Agentic UAVs: LLM-Driven Autonomy with Integrated Tool-Calling and Cognitive Reasoning
Anis Koubaa, Khaled Gabr
TL;DR
The paper tackles the gap between rule-based UAV control and general-purpose, context-aware autonomy by introducing Agentic UAVs, a five-layer architecture that fuses LLM-driven reasoning with continuous perception, tool-calling, and ecosystem integration. It further demonstrates collaboration across a swarm via standardized protocols and evaluates the approach in high-fidelity SAR simulations, showing improved detection, contextual understanding, and autonomous decision-making, albeit with higher processing overhead that can be mitigated by hybrid local–cloud configurations. The results suggest that UAVs can function as ecosystem-aware cognitive agents capable of distributed problem solving, not just isolated planners. This work advances practical pathways toward general-purpose aerial agents with real-time knowledge access and multi-agent collaboration, bridging perception, reasoning, and action within an integrated digital ecosystem.
Abstract
Unmanned Aerial Vehicles (UAVs) are increasingly used in defense, surveillance, and disaster response, yet most systems still operate at SAE Level 2 to 3 autonomy.
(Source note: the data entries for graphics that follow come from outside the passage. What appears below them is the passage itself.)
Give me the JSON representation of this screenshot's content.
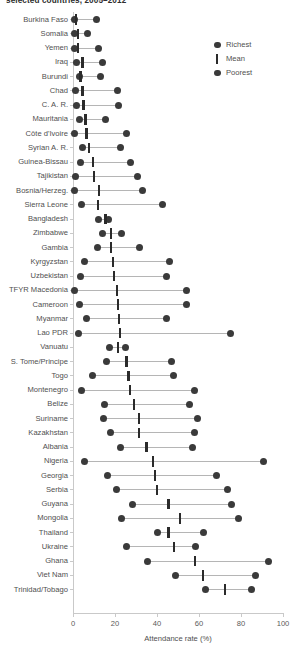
{
  "chart_data": {
    "type": "scatter",
    "title": "selected countries, 2005–2012",
    "xlabel": "Attendance rate (%)",
    "ylabel": "",
    "xlim": [
      0,
      100
    ],
    "xticks": [
      0,
      20,
      40,
      60,
      80,
      100
    ],
    "grid": false,
    "legend_position": "top-right",
    "legend": [
      {
        "name": "Richest",
        "marker": "dot"
      },
      {
        "name": "Mean",
        "marker": "bar"
      },
      {
        "name": "Poorest",
        "marker": "dot"
      }
    ],
    "series": [
      {
        "name": "Poorest"
      },
      {
        "name": "Mean"
      },
      {
        "name": "Richest"
      }
    ],
    "categories": [
      "Burkina Faso",
      "Somalia",
      "Yemen",
      "Iraq",
      "Burundi",
      "Chad",
      "C. A. R.",
      "Mauritania",
      "Côte d'Ivoire",
      "Syrian A. R.",
      "Guinea-Bissau",
      "Tajikistan",
      "Bosnia/Herzeg.",
      "Sierra Leone",
      "Bangladesh",
      "Zimbabwe",
      "Gambia",
      "Kyrgyzstan",
      "Uzbekistan",
      "TFYR Macedonia",
      "Cameroon",
      "Myanmar",
      "Lao PDR",
      "Vanuatu",
      "S. Tome/Principe",
      "Togo",
      "Montenegro",
      "Belize",
      "Suriname",
      "Kazakhstan",
      "Albania",
      "Nigeria",
      "Georgia",
      "Serbia",
      "Guyana",
      "Mongolia",
      "Thailand",
      "Ukraine",
      "Ghana",
      "Viet Nam",
      "Trinidad/Tobago"
    ],
    "rows": [
      {
        "country": "Burkina Faso",
        "poorest": 0.5,
        "mean": 1.5,
        "richest": 11.0
      },
      {
        "country": "Somalia",
        "poorest": 0.5,
        "mean": 2.5,
        "richest": 7.0
      },
      {
        "country": "Yemen",
        "poorest": 0.5,
        "mean": 2.5,
        "richest": 12.0
      },
      {
        "country": "Iraq",
        "poorest": 1.5,
        "mean": 4.5,
        "richest": 14.0
      },
      {
        "country": "Burundi",
        "poorest": 3.0,
        "mean": 3.5,
        "richest": 13.0
      },
      {
        "country": "Chad",
        "poorest": 1.0,
        "mean": 4.5,
        "richest": 21.0
      },
      {
        "country": "C. A. R.",
        "poorest": 1.5,
        "mean": 5.0,
        "richest": 21.5
      },
      {
        "country": "Mauritania",
        "poorest": 3.0,
        "mean": 6.0,
        "richest": 15.5
      },
      {
        "country": "Côte d'Ivoire",
        "poorest": 0.5,
        "mean": 6.5,
        "richest": 25.5
      },
      {
        "country": "Syrian A. R.",
        "poorest": 4.5,
        "mean": 7.5,
        "richest": 22.5
      },
      {
        "country": "Guinea-Bissau",
        "poorest": 3.5,
        "mean": 9.5,
        "richest": 27.5
      },
      {
        "country": "Tajikistan",
        "poorest": 1.0,
        "mean": 10.0,
        "richest": 30.5
      },
      {
        "country": "Bosnia/Herzeg.",
        "poorest": 0.5,
        "mean": 12.5,
        "richest": 33.0
      },
      {
        "country": "Sierra Leone",
        "poorest": 4.0,
        "mean": 12.0,
        "richest": 42.5
      },
      {
        "country": "Bangladesh",
        "poorest": 12.0,
        "mean": 15.5,
        "richest": 17.0
      },
      {
        "country": "Zimbabwe",
        "poorest": 14.0,
        "mean": 18.0,
        "richest": 23.0
      },
      {
        "country": "Gambia",
        "poorest": 11.5,
        "mean": 18.0,
        "richest": 31.5
      },
      {
        "country": "Kyrgyzstan",
        "poorest": 5.5,
        "mean": 19.0,
        "richest": 46.0
      },
      {
        "country": "Uzbekistan",
        "poorest": 3.5,
        "mean": 19.5,
        "richest": 44.5
      },
      {
        "country": "TFYR Macedonia",
        "poorest": 0.5,
        "mean": 21.0,
        "richest": 54.0
      },
      {
        "country": "Cameroon",
        "poorest": 3.0,
        "mean": 21.5,
        "richest": 54.0
      },
      {
        "country": "Myanmar",
        "poorest": 6.5,
        "mean": 22.0,
        "richest": 44.5
      },
      {
        "country": "Lao PDR",
        "poorest": 2.5,
        "mean": 22.5,
        "richest": 75.0
      },
      {
        "country": "Vanuatu",
        "poorest": 17.5,
        "mean": 21.5,
        "richest": 25.0
      },
      {
        "country": "S. Tome/Principe",
        "poorest": 16.0,
        "mean": 25.5,
        "richest": 47.0
      },
      {
        "country": "Togo",
        "poorest": 9.5,
        "mean": 26.5,
        "richest": 48.0
      },
      {
        "country": "Montenegro",
        "poorest": 4.0,
        "mean": 27.0,
        "richest": 58.0
      },
      {
        "country": "Belize",
        "poorest": 15.0,
        "mean": 29.0,
        "richest": 55.5
      },
      {
        "country": "Suriname",
        "poorest": 14.5,
        "mean": 31.5,
        "richest": 59.5
      },
      {
        "country": "Kazakhstan",
        "poorest": 18.0,
        "mean": 31.5,
        "richest": 58.0
      },
      {
        "country": "Albania",
        "poorest": 22.5,
        "mean": 35.0,
        "richest": 57.0
      },
      {
        "country": "Nigeria",
        "poorest": 5.5,
        "mean": 38.0,
        "richest": 90.5
      },
      {
        "country": "Georgia",
        "poorest": 16.5,
        "mean": 39.0,
        "richest": 68.5
      },
      {
        "country": "Serbia",
        "poorest": 20.5,
        "mean": 40.0,
        "richest": 73.5
      },
      {
        "country": "Guyana",
        "poorest": 28.5,
        "mean": 45.5,
        "richest": 75.5
      },
      {
        "country": "Mongolia",
        "poorest": 23.0,
        "mean": 51.0,
        "richest": 79.0
      },
      {
        "country": "Thailand",
        "poorest": 40.0,
        "mean": 45.5,
        "richest": 62.0
      },
      {
        "country": "Ukraine",
        "poorest": 25.5,
        "mean": 48.0,
        "richest": 58.5
      },
      {
        "country": "Ghana",
        "poorest": 35.5,
        "mean": 58.0,
        "richest": 93.0
      },
      {
        "country": "Viet Nam",
        "poorest": 49.0,
        "mean": 62.0,
        "richest": 87.0
      },
      {
        "country": "Trinidad/Tobago",
        "poorest": 63.0,
        "mean": 72.5,
        "richest": 85.0
      }
    ]
  }
}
Their dependence on rule-based control and narrow AI limits adaptability in dynamic and uncertain missions. Current UAV architectures lack context-aware reasoning, autonomous decision-making, and integration with external systems. Importantly, none make use of Large Language Model (LLM) agents with tool-calling for real-time knowledge access. This paper introduces the Agentic UAVs framework, a five-layer architecture consisting of Perception, Reasoning, Action, Integration, and Learning. The framework enhances UAV autonomy through LLM-driven reasoning, database querying, and interaction with third-party systems. A prototype built with ROS 2 and Gazebo combines YOLOv11 for object detection with GPT-4 for reasoning and a locally deployed Gemma 3 model. In simulated search-and-rescue scenarios, agentic UAVs achieved higher detection confidence (0.79 compared to 0.72), improved person detection rates (91% compared to 75%), and a major increase in correct action recommendations (92% compared to 4.5%). These results show that modest computational overhead can enable significantly higher levels of autonomy and system-level integration.